Yes, you can drive at night with a New Mexico permit — and you’re required to log at least 10 hours after dark. There’s no permit curfew. The only clock that matters is the sun’s.
What “Night” Means in New Mexico
New Mexico defines night as sunset to sunrise. No fixed time. The sun goes down, night begins. The sun comes up, night ends.
Albuquerque sunset runs from about 5:15 PM in December to 8:15 PM in June — a 3-hour range across the calendar. A 5:45 PM drive in January is a night hour. The same drive in July isn’t, and won’t be for another three months.
If you’re logging on paper, you’d look up sunset for your city before each session. Albuquerque and Santa Fe are close geographically, but Taos and Carlsbad are further spread — sunset in the eastern part of the state runs a few minutes earlier than in Albuquerque. Easy to misjudge if you’re not checking your specific location.
New Mexico’s Permit Curfew (There Isn’t One)
The learner’s permit has no curfew. You can drive with a licensed supervisor at any hour, any night of the week.
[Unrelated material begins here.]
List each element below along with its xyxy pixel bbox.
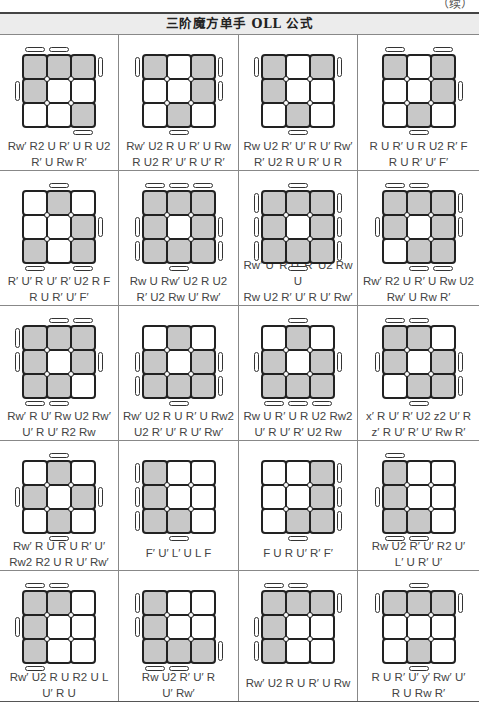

The restrictions arrive later — at the Graduated Driver License stage — not during the supervised practice phase.
This is more flexible than it sounds. It means if a Sunday morning at 6 AM is when your family has time to practice, that works. If Friday night after 9 PM is easier, that works too.
Getting Your 10 Night Hours Done
New Mexico has something worth planning around: the summer monsoon season, which runs July through September. Afternoon thunderstorms roll in almost daily across much of the state, dropping heavy rain fast, then clearing.
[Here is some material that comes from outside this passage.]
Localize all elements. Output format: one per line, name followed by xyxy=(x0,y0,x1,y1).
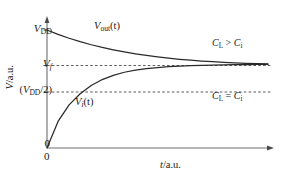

If one of those storms starts at 4:00 PM and ends at 6:30 PM — and sunset is around 8:00 PM in July — you’ve potentially got a post-storm drive in wet conditions that qualifies as night driving if it extends past sunset. Not unusual to stack weather conditions and night hours in the same session during monsoon months.
Outside of monsoon season, New Mexico’s high desert gives you exceptional visibility at night. Clear skies, low humidity, and minimal light pollution once you leave Albuquerque or Las Cruces. Your teen will see the difference between clear-sky driving and the glare of city lights pretty quickly.
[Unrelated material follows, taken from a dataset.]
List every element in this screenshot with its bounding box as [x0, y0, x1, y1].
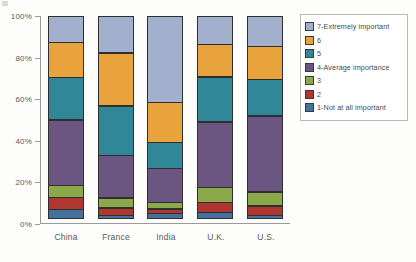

For getting night hours done efficiently, the winter strategy still applies: December and January sunsets before 5:15 PM mean any after-school drive qualifies. That’s the easiest way to build the 10 hours without scheduling special late-night sessions.
One requirement to keep in mind: New Mexico requires enrollment in driver’s ed for teen permit applicants. You need to be enrolled — not necessarily finished — when you apply. Check with your school or a state-approved provider for the specifics on timing.
New Mexico Permit Requirements
| Requirement | Details |
|---|---|
| Total supervised hours | 50 |
| Night hours | 10 |
| Day hours | 40 |
| Night definition | Sunset to sunrise |
| Minimum permit age | 15 |
| Permit hold period | 6 months |
| Supervisor minimum age | 21 |
| Driver’s ed required | Yes (must be enrolled) |
| Permit curfew | None |
Practical Tips
Check sunset for your actual city. The difference between Albuquerque and Farmington isn’t huge, but it’s real. If your teen drives in a town an hour north or east, look up that town’s sunset time rather than using Albuquerque’s.
Use monsoon season intentionally. If a storm clears by 7:30 PM in August, the roads are wet and it’s approaching night. That 30-minute drive after the rain qualifies once the sun goes down, and wet-road handling is worth the trouble.
Start on familiar roads at night. The first night session should be somewhere your teen already knows well from daytime practice. New Mexico’s roads can include poorly lit stretches, unmarked intersections, and sudden wildlife crossings — especially outside city limits.
Watch for wildlife year-round. Deer, coyotes, and javelinas are legitimately common after dark in rural and semi-rural New Mexico. This isn’t a minor footnote. Headlight awareness is a real skill to build.
Build toward highway practice. Interstates 25 and 40 are logical progression points once your teen has confidence at night. Well-lit, consistent speed, predictable — good intermediate step before rural two-lane night driving.
Moda tracks sunset and sunrise for your phone’s GPS location on every session. Night hours get tagged automatically. No lookup required, no guessing, and your 50-hour log is accurate when you bring it to the MVD.
For full New Mexico permit requirements, see our New Mexico permit hours guide.